SPRINT CARS--The World of Outlaws will race winged cars for three nights in a row, starting tonight, in the Pacific Coast Nationals at Ascot Park, but on Sunday night the wingless California Racing Assn. machines will return for a Parnelli Jones Firestone/CRA points race. Defending champion Brad Noffsinger will be after his third straight win, but will be challenged by a number of Outlaw drivers eager to try their hand at non-wing racing. A $3,000 bonus will go to the driver who scores the most points in the winged finale Saturday night and the non-winged race Sunday. The Pacific Coast Nationals will feature 20-lap main events tonight and Friday night and a 30-lap feature Saturday night.

INDY CARS--National champion Bobby Rahal and the TrueSports team have reconsidered and will run their car in the Oct. 31 Marlboro Challenge at Miami’s Tamiami Park. Rahal withdrew from the lucrative 75-mile race two weeks ago in a dispute over drivers’ uniforms and the positioning of sponsor patches on the uniform.
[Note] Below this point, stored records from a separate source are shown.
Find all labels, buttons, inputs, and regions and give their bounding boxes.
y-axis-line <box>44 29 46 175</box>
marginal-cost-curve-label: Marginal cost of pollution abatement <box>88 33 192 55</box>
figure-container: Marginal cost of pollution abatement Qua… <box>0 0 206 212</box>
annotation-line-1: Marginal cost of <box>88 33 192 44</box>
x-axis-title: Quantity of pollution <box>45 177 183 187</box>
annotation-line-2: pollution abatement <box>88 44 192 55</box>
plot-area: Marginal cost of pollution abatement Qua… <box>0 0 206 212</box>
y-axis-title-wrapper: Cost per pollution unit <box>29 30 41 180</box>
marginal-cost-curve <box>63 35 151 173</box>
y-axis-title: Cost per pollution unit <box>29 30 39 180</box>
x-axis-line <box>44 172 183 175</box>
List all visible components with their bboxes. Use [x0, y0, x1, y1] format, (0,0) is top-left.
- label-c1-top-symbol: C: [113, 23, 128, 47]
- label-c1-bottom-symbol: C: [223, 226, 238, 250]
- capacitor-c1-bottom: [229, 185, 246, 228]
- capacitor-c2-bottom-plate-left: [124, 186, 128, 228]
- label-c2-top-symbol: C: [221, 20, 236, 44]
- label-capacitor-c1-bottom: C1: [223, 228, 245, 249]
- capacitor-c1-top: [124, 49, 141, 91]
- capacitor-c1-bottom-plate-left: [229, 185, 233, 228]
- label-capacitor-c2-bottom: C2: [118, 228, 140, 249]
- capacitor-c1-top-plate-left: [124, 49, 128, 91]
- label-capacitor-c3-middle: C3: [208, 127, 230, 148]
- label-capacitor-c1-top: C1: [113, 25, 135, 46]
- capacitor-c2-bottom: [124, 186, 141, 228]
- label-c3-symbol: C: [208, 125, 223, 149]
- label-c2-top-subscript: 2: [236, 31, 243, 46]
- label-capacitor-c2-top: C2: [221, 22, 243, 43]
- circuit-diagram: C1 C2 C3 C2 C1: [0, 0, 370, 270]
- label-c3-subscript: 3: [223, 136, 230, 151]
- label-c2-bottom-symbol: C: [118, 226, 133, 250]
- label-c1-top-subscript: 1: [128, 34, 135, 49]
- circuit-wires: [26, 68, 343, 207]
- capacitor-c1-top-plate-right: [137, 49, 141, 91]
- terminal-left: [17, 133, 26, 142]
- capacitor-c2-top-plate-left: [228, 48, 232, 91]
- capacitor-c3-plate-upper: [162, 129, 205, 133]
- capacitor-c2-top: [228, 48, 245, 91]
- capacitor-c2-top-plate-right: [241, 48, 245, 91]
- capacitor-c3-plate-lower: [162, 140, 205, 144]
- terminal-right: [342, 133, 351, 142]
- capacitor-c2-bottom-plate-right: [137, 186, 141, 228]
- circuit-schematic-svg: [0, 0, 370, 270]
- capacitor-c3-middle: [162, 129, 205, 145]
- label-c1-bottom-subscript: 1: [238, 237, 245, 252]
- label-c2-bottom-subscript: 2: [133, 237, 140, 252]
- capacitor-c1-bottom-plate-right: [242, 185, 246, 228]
The race will pay $225,000 to the winner. . . . Didier Theys, American Racing Series champion from Belgium, will drive as Rahal’s TrueSports teammate in the Nov. 1 Indy car at Miami, final event on the CART schedule. . . . Indy car owner Alex Morales has dropped three-time Indy 500 winner Johnny Rutherford as driver of his car next season. . . . Actor James Garner is no longer associated with Larry Cahill’s Indy car program, but Cahill has said he will continue. Wednesday he announced the signing of Kevin Cogan as his driver.

JET SKIS--The sixth annual $30,000 world jet ski tournament will be held this weekend at Lake Havasu City, Ariz. Sanctioned by the International Jet Ski Boating Assn., the tournament will determine 26 individual class champions. Novice finals will be Friday, expert finals Saturday and the professionals on Sunday, along with world-record attempts on the distance record of 91 feet held by David Gordon of Wayland, Mass. Two-time world champion Gordon trails Jeff Jacobs, 16, of El Cajon, by three points on the IJSBA world tour, which ends with the Lake Havasu competition. Jacobs’ mother, Karen, 38, is second in the women’s professional class.

VINTAGE RACING--The Vintage Auto Racing Assn. will hold its final meet Saturday and Sunday at Riverside International Raceway. The oldest entry is a 1932 Studebaker Indy 500 car driven by Mike Cleary of Pacific Palisades.

FORMULA ATLANTIC--Johnny O’Connell of San Juan Capistrano won the Stefan Petroff Industries Formula Atlantic championship with 141 points to 128 for Dean Hall of Olympic Valley, Calif. O’Connell also was rookie of the year.

STOCK CARS--Street stocks will get their place in the spotlight Saturday night at Mesa Marin Raceway in Bakersfield where an $18,000 purse will be distributed to place winners in five championship heats. The 50-lap main event will pay $1,200 to the winner.